The Fault In Our Stars, Film Review. Picturehouse@F.A.C.T, Liverpool.

Liverpool Sound and Vision Rating * * * *

Cast: Shailene Woodley, Ansel Elgort, Nat Wolff, Laura Dern, Sam Trammell, Mike Birbiglia, Lotte Verbeek, Willem Dafoe, Milica Govich, David Whalen, Ana Dela Cruz, Emily Peachey, Emily Bach.

It is rare, actually arguably near impossible, to find a film so heart-warming and yet so completely devastating at the same time. The dichotomy of the love that you feel for the two main characters trying its best to cope with the tears you feel running down your face in the type of constant movement that the M25 would love to be able to achieve on a Friday night during Rush Hour. Yet the dichotomy exists in stunning equal measure and creates a harmony of emotion that you just have to live with or ignore, there is no other way to handle The Fault In Our Stars than by giving in to it completely and utterly.

Adapted from John Green’s novel of the same name, Director Josh Boone gives the film an astonishing amount of tender care, not just in the script but in the way the two young lead actors talk frankly and with amazing beautiful candour about the different types of Cancer they are being treated for. In other hands this type of frankness may have been considered a tad bit schmaltzy, unbelievable even and even then there are going to be those who will only see the headlines and not bother watching it and letting their eyes open in wonder at the deep splendour and humour that the film lovingly employs. Even in the darkest moments, and there are quite a few to get through, there is the undeniable appearance of hope and laughter.

This is a love story, but one tempered by time and disease and how it affects the person as a being but also how the love they feel for another human being can give hope, hope that can take their breath away and not in the manner that the disease preyed upon. It is also a film on which questions are built upon, whether it is how do two people, Hazel Grace Lancaster and Augustus Waters, played with amazing dedication to the film’s cause by Shailene Woodley and Ansel Elgort, fall for each other when Cancer could split them up at any moment or the question that the film asks subvertly and with no obvious solution, at what point does an author have to play God with his characters who have affected him to the point of rudeness, drunkenness and absolute bitterness, especially when the main person in that book is based on his daughter.

Hazel Grace Lancaster is a revelation in the film, the required acting must have been one in which needed great care and sensitivity attached to it but also the way she put through the ringer as the boy she has come to care for has issues of his own. Willem Dafoe also brings a commanding performance as the author Peter van Houten to life. His own inner turmoil, his sharp acidic tongue adding weight to the unhappiness and blame he feels but in which has crept out of his soul and become a black vehement skin in which he lives his life.

Fault In Our Stars is not a film to be entered into lightly, it touches upon many subjects that some will feel completely uncomfortable with and that is their right, you cannot force somebody to look into their heart and feel compassion, however you can, with care, suggest that they do and have their eyes opened to the way that many young, unfairly young, people continue to live after they are diagnosed with this most brutal and indiscriminate of diseases, it might just raise awareness that much further.

A brilliantly told story, superbly captured in all the right ways and a pleasure to weep, laugh and think through.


Work order: Every entry must be given again exactly. Include no pictures.

[Dataset rows for apps and sites]
======

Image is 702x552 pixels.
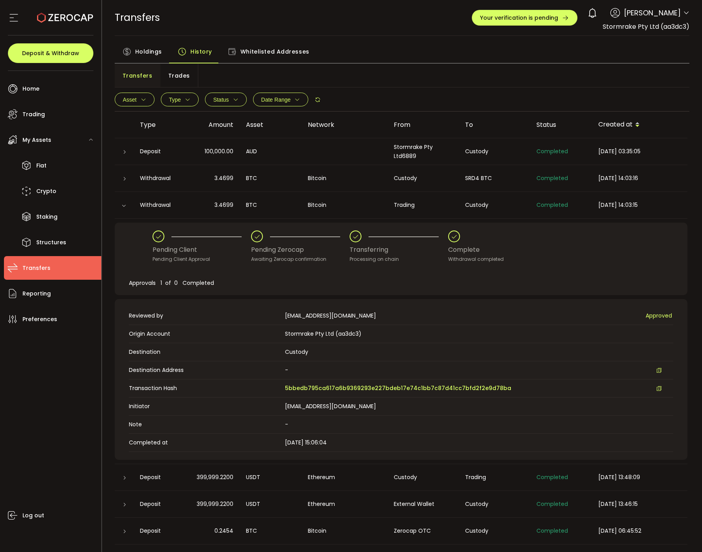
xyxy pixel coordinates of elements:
[624,7,680,18] span: [PERSON_NAME]
[387,120,459,129] div: From
[240,473,301,482] div: USDT
[285,420,288,428] span: -
[598,500,637,508] span: [DATE] 13:46:15
[251,242,349,257] div: Pending Zerocap
[134,526,182,535] div: Deposit
[387,500,459,509] div: External Wallet
[129,366,281,374] span: Destination Address
[190,44,212,59] span: History
[387,526,459,535] div: Zerocap OTC
[134,201,182,210] div: Withdrawal
[592,118,687,132] div: Created at
[459,201,530,210] div: Custody
[285,330,361,338] span: Stormrake Pty Ltd (aa3dc3)
[214,526,233,535] span: 0.2454
[530,120,592,129] div: Status
[240,147,301,156] div: AUD
[598,201,637,209] span: [DATE] 14:03:15
[134,500,182,509] div: Deposit
[598,174,638,182] span: [DATE] 14:03:16
[598,147,640,155] span: [DATE] 03:35:05
[213,97,229,103] span: Status
[182,120,240,129] div: Amount
[387,473,459,482] div: Custody
[197,473,233,482] span: 399,999.2200
[472,10,577,26] button: Your verification is pending
[22,50,79,56] span: Deposit & Withdraw
[602,22,689,31] span: Stormrake Pty Ltd (aa3dc3)
[134,174,182,183] div: Withdrawal
[152,255,251,263] div: Pending Client Approval
[459,473,530,482] div: Trading
[22,109,45,120] span: Trading
[536,500,568,508] span: Completed
[459,147,530,156] div: Custody
[169,97,181,103] span: Type
[115,11,160,24] span: Transfers
[536,527,568,535] span: Completed
[22,134,51,146] span: My Assets
[240,44,309,59] span: Whitelisted Addresses
[22,83,39,95] span: Home
[205,93,247,106] button: Status
[129,312,281,320] span: Reviewed by
[36,211,58,223] span: Staking
[214,201,233,210] span: 3.4699
[240,174,301,183] div: BTC
[123,97,137,103] span: Asset
[459,526,530,535] div: Custody
[134,473,182,482] div: Deposit
[285,312,376,320] span: [EMAIL_ADDRESS][DOMAIN_NAME]
[301,120,387,129] div: Network
[536,201,568,209] span: Completed
[459,500,530,509] div: Custody
[197,500,233,509] span: 399,999.2200
[8,43,93,63] button: Deposit & Withdraw
[480,15,558,20] span: Your verification is pending
[129,420,281,429] span: Note
[285,402,376,410] span: [EMAIL_ADDRESS][DOMAIN_NAME]
[609,467,702,552] iframe: Chat Widget
[301,500,387,509] div: Ethereum
[285,439,327,446] span: [DATE] 15:06:04
[261,97,291,103] span: Date Range
[301,473,387,482] div: Ethereum
[448,242,504,257] div: Complete
[301,174,387,183] div: Bitcoin
[129,330,281,338] span: Origin Account
[240,500,301,509] div: USDT
[536,147,568,155] span: Completed
[152,242,251,257] div: Pending Client
[161,93,199,106] button: Type
[129,402,281,411] span: Initiator
[240,120,301,129] div: Asset
[129,439,281,447] span: Completed at
[285,384,511,392] span: 5bbedb795ca617a6b9369293e227bdeb17e74c1bb7c87d41cc7bfd2f2e9d78ba
[645,312,672,320] span: Approved
[285,366,288,374] span: -
[598,473,640,481] span: [DATE] 13:48:09
[301,201,387,210] div: Bitcoin
[448,255,504,263] div: Withdrawal completed
[251,255,349,263] div: Awaiting Zerocap confirmation
[22,510,44,521] span: Log out
[349,242,448,257] div: Transferring
[459,174,530,183] div: SRD4 BTC
[536,174,568,182] span: Completed
[240,201,301,210] div: BTC
[536,473,568,481] span: Completed
[387,174,459,183] div: Custody
[387,143,459,161] div: Stormrake Pty Ltd6889
[598,527,641,535] span: [DATE] 06:45:52
[36,237,66,248] span: Structures
[36,186,56,197] span: Crypto
[135,44,162,59] span: Holdings
[36,160,46,171] span: Fiat
[123,68,152,84] span: Transfers
[240,526,301,535] div: BTC
[22,262,50,274] span: Transfers
[459,120,530,129] div: To
[134,120,182,129] div: Type
[168,68,190,84] span: Trades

======

Result for this exercise:
Image is 702x552 pixels.
xyxy pixel coordinates of elements:
[624,7,680,18] span: [PERSON_NAME]
[387,120,459,129] div: From
[240,473,301,482] div: USDT
[285,420,288,428] span: -
[598,500,637,508] span: [DATE] 13:46:15
[251,242,349,257] div: Pending Zerocap
[134,526,182,535] div: Deposit
[387,500,459,509] div: External Wallet
[129,366,281,374] span: Destination Address
[190,44,212,59] span: History
[387,526,459,535] div: Zerocap OTC
[134,201,182,210] div: Withdrawal
[592,118,687,132] div: Created at
[459,201,530,210] div: Custody
[285,330,361,338] span: Stormrake Pty Ltd (aa3dc3)
[214,526,233,535] span: 0.2454
[530,120,592,129] div: Status
[240,147,301,156] div: AUD
[598,201,637,209] span: [DATE] 14:03:15
[134,500,182,509] div: Deposit
[598,174,638,182] span: [DATE] 14:03:16
[598,147,640,155] span: [DATE] 03:35:05
[213,97,229,103] span: Status
[182,120,240,129] div: Amount
[387,473,459,482] div: Custody
[197,473,233,482] span: 399,999.2200
[472,10,577,26] button: Your verification is pending
[22,50,79,56] span: Deposit & Withdraw
[602,22,689,31] span: Stormrake Pty Ltd (aa3dc3)
[134,174,182,183] div: Withdrawal
[152,255,251,263] div: Pending Client Approval
[459,473,530,482] div: Trading
[22,109,45,120] span: Trading
[536,500,568,508] span: Completed
[459,147,530,156] div: Custody
[169,97,181,103] span: Type
[115,11,160,24] span: Transfers
[536,527,568,535] span: Completed
[22,134,51,146] span: My Assets
[240,44,309,59] span: Whitelisted Addresses
[22,83,39,95] span: Home
[205,93,247,106] button: Status
[129,312,281,320] span: Reviewed by
[36,211,58,223] span: Staking
[214,201,233,210] span: 3.4699
[240,174,301,183] div: BTC
[123,97,137,103] span: Asset
[459,526,530,535] div: Custody
[134,473,182,482] div: Deposit
[285,312,376,320] span: [EMAIL_ADDRESS][DOMAIN_NAME]
[301,120,387,129] div: Network
[536,201,568,209] span: Completed
[459,500,530,509] div: Custody
[197,500,233,509] span: 399,999.2200
[8,43,93,63] button: Deposit & Withdraw
[480,15,558,20] span: Your verification is pending
[129,420,281,429] span: Note
[285,402,376,410] span: [EMAIL_ADDRESS][DOMAIN_NAME]
[609,467,702,552] iframe: Chat Widget
[301,500,387,509] div: Ethereum
[285,439,327,446] span: [DATE] 15:06:04
[261,97,291,103] span: Date Range
[301,473,387,482] div: Ethereum
[448,242,504,257] div: Complete
[301,174,387,183] div: Bitcoin
[129,330,281,338] span: Origin Account
[240,500,301,509] div: USDT
[536,147,568,155] span: Completed
[152,242,251,257] div: Pending Client
[161,93,199,106] button: Type
[129,402,281,411] span: Initiator
[240,120,301,129] div: Asset
[129,439,281,447] span: Completed at
[285,384,511,392] span: 5bbedb795ca617a6b9369293e227bdeb17e74c1bb7c87d41cc7bfd2f2e9d78ba
[645,312,672,320] span: Approved
[285,366,288,374] span: -
[598,473,640,481] span: [DATE] 13:48:09
[301,201,387,210] div: Bitcoin
[448,255,504,263] div: Withdrawal completed
[251,255,349,263] div: Awaiting Zerocap confirmation
[22,510,44,521] span: Log out
[349,242,448,257] div: Transferring
[459,174,530,183] div: SRD4 BTC
[536,174,568,182] span: Completed
[240,201,301,210] div: BTC
[536,473,568,481] span: Completed
[387,174,459,183] div: Custody
[387,143,459,161] div: Stormrake Pty Ltd6889
[598,527,641,535] span: [DATE] 06:45:52
[36,237,66,248] span: Structures
[36,186,56,197] span: Crypto
[135,44,162,59] span: Holdings
[36,160,46,171] span: Fiat
[123,68,152,84] span: Transfers
[240,526,301,535] div: BTC
[22,262,50,274] span: Transfers
[459,120,530,129] div: To
[134,120,182,129] div: Type
[168,68,190,84] span: Trades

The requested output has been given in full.